Although the
use of this mineral is coeval with the first invention of
gem-engraving, which indeed in its proper sense cannot be effected
without its aid, yet the earliest extant mention of it by a specific
name is that made by Dioscorides (a contemporary of the Triumvirs), who
has (v. 165), " The Smyris is a stone with which gem-engravers polish
the gems." Theophrastus (44) mentions the same use of the mineral, but
appears not to have had any distinctive denomination for it, his words
merely being, "And again, the stone wherewith they engrave signets is
the same as that of which whetstones are made, or else similar to it,
and the best kind is brought from Armenia."
The
very chapter in which Theophrastus had given some details of the
process is unfortunately one of the most corrupt and mutilated in the
whole treatise ; but it may be gathered from what remains that he
expresses his surprise at the fact that the substance in question can
be cut up and shaped by a steel tool, and yet can bite upon gems that
the steel will not touch.
¢êüíáé with the Greeks, as Cotes with the Latins, were terms used indifferently to denote the agent with which steel tools were sharpened and " hard stones "* engraved, inasmuch as a piece of compact Emery was employed in both
*
' Hard stones ' is the technical term in the lapidary's art for all the
species which resist cutting by a steel tool, however hard its temper.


TASK REQUIREMENTS
Nothing in the entries may change when you repeat them, and no images may appear.

INFORMATION GIVEN
*** Begin section ***

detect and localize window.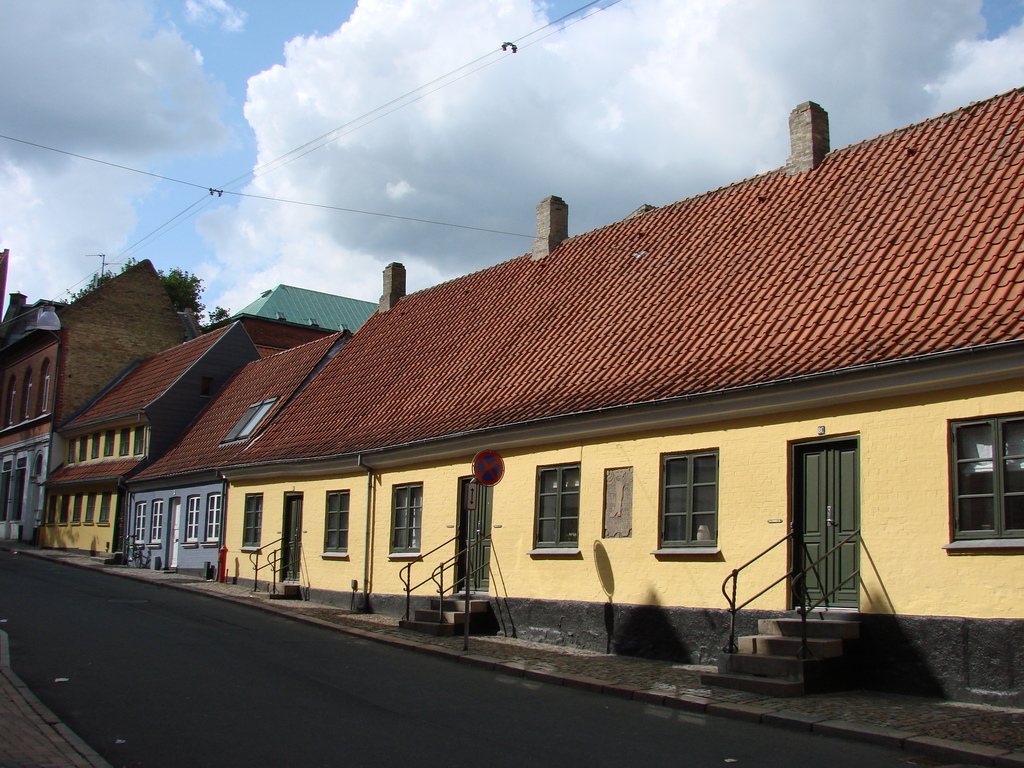
Localized at l=237, t=495, r=268, b=556.
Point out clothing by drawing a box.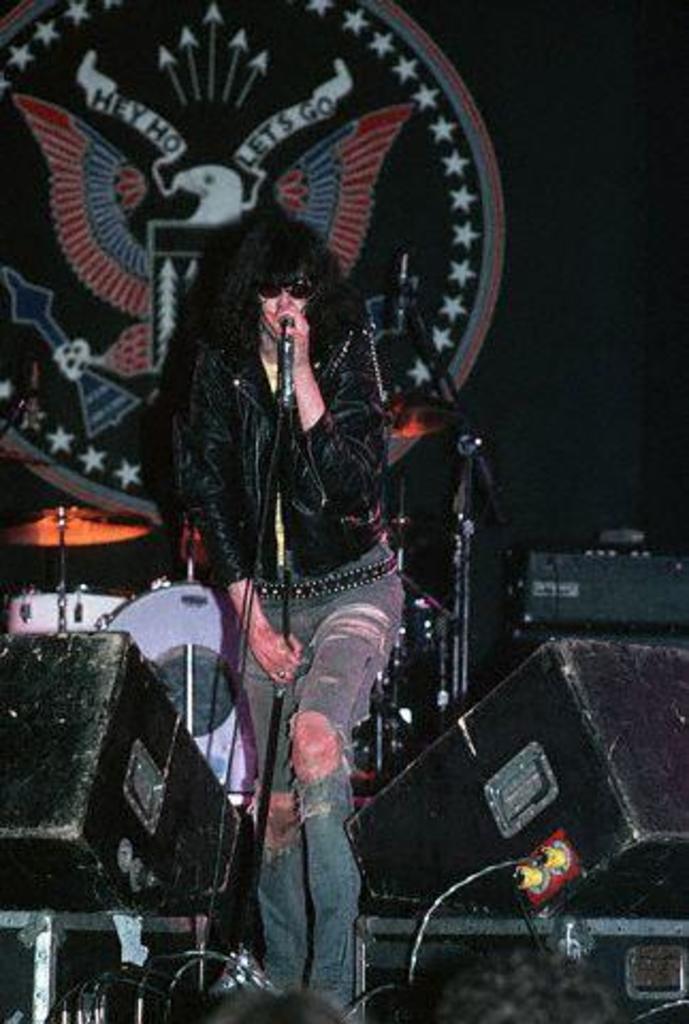
region(183, 333, 405, 1022).
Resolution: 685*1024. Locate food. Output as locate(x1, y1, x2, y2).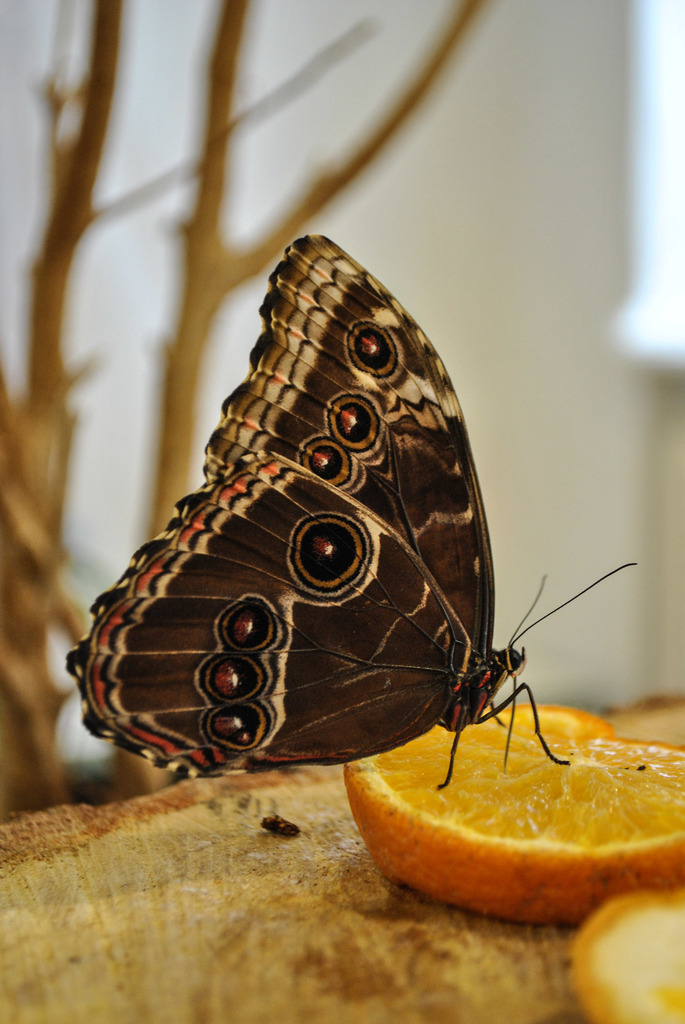
locate(570, 888, 684, 1023).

*** End section ***

ANSWER BELOW
detect and localize window.
Localized at l=237, t=495, r=268, b=556.
Point out clothing by drawing a box.
region(183, 333, 405, 1022).
Resolution: 685*1024. Locate food. Output as locate(x1, y1, x2, y2).
locate(570, 888, 684, 1023).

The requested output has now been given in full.